Here is the UV layout of the full environment, minoribus. I had not even looked at it until you asked:


As you can see, the biggest chunks of the model typically get unwrapped well, but then many of the smaller areas get divided up. It’s certainly not an ideal unwrapping, but the results seem satisfactory for my uses.

Edit
Although now that I look at it, that is pretty bad! Maybe I will go back and try adjusting it a little.

Thanks for posting that, James. There are big chunks in this texture atlas, which look good, that’s mainly the base of the range. It appears to me that everything that was farther away is blurred in the texture atlas. But if you keep the camera at the base that might work well.

minoribus- It’s possible that some parts of the texture are slightly blurred, but for the most part I think it is fairly sharp.
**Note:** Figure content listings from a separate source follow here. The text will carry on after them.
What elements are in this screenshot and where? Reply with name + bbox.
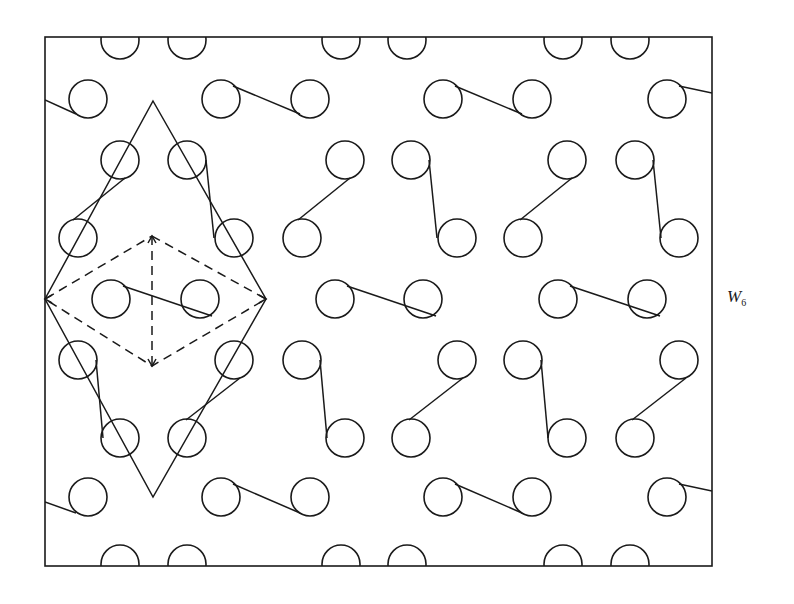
motif-circle <box>616 141 654 179</box>
motif-circle <box>291 478 329 516</box>
motif-circle <box>322 545 360 583</box>
group-label-w6: W6 <box>727 287 746 308</box>
motif-connector <box>653 160 661 238</box>
motif-circle <box>283 341 321 379</box>
motif-connector <box>429 160 437 238</box>
motif-circle <box>322 21 360 59</box>
motif-circle <box>326 419 364 457</box>
motif-circle <box>438 341 476 379</box>
motif-circle <box>168 21 206 59</box>
motif-circle <box>392 419 430 457</box>
motif-circle <box>544 545 582 583</box>
motif-circle <box>388 545 426 583</box>
dashed-unit-cell-diamond <box>45 236 266 366</box>
motif-circle <box>611 21 649 59</box>
motif-circle <box>388 21 426 59</box>
motif-circle <box>504 341 542 379</box>
motif-circle <box>215 219 253 257</box>
motif-circle <box>548 141 586 179</box>
connector-lines <box>45 86 712 513</box>
motif-circle <box>616 419 654 457</box>
motif-connector <box>455 86 522 114</box>
motif-circle <box>69 80 107 118</box>
motif-circle <box>424 80 462 118</box>
motif-connector <box>320 360 327 438</box>
wallpaper-pattern-figure <box>0 0 794 604</box>
motif-connector <box>347 286 436 316</box>
motif-circle <box>326 141 364 179</box>
motif-circle <box>660 219 698 257</box>
motif-connector <box>206 160 214 238</box>
motif-circle <box>69 478 107 516</box>
motif-connector <box>233 86 300 114</box>
label-main: W <box>727 287 741 306</box>
motif-connector <box>409 378 463 420</box>
motif-circle <box>611 545 649 583</box>
motif-circle <box>504 219 542 257</box>
motif-connector <box>632 378 686 420</box>
motif-circle <box>544 21 582 59</box>
motif-circle <box>392 141 430 179</box>
motif-connector <box>233 484 300 513</box>
motif-circle <box>101 21 139 59</box>
motif-circle <box>424 478 462 516</box>
motif-circle <box>548 419 586 457</box>
motif-circle <box>513 478 551 516</box>
motif-connector <box>298 178 350 220</box>
motif-circle <box>660 341 698 379</box>
motif-connector <box>520 178 572 220</box>
motif-circle <box>202 478 240 516</box>
motif-connector <box>570 286 660 316</box>
motif-circle <box>438 219 476 257</box>
motif-circle <box>168 545 206 583</box>
label-subscript: 6 <box>741 297 746 308</box>
motif-circle <box>283 219 321 257</box>
motif-circle <box>202 80 240 118</box>
motif-connector <box>186 378 240 420</box>
motif-connector <box>455 484 522 513</box>
motif-connector <box>541 360 548 438</box>
solid-unit-cell-diamond <box>45 101 266 497</box>
unit-cell-overlay <box>45 101 266 497</box>
motif-connector <box>123 286 212 316</box>
motif-circle <box>101 545 139 583</box>
motif-circle <box>215 341 253 379</box>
I believe the blurry parts of the texture map are the areas between islands in the UV map. I’ve not noticed any bad blurring in the model when in texture view.

I’ve rendered out a couple tests with the empty shells. The first part shows Liero’s script in action, and the second part shows just a simple RB simulation. I only lined up simple planes to act as passive rigid body surfaces, so you will see shells floating or sinking in some areas. This was just a test.

One thing I’ve noticed is that when using Liero’s script, particles seem to lose their initial velocity. You can see in this video, the shells being ejected are gradually thrown with less and less force, to the point that they begin hitting each other. I don’t know how to solve it, other than avoiding it completely.

I’ve also been testing muzzle flashes tonight. The first two flashes are made using Fractal Noise for the shape of the flash, whereas the third one is a flash from the Action Essentials kit. I’m satisfied for now, but want to work on refining the shape of the flare for the final video.




I’m also not sure if I want to render the video in 720 or 1080. I am beginning to lean towards full HD 1080, because I think the textures will hold up well. But will enough people care to watch it in full quality to make it worth the rendering time? I’ll continue to think about it.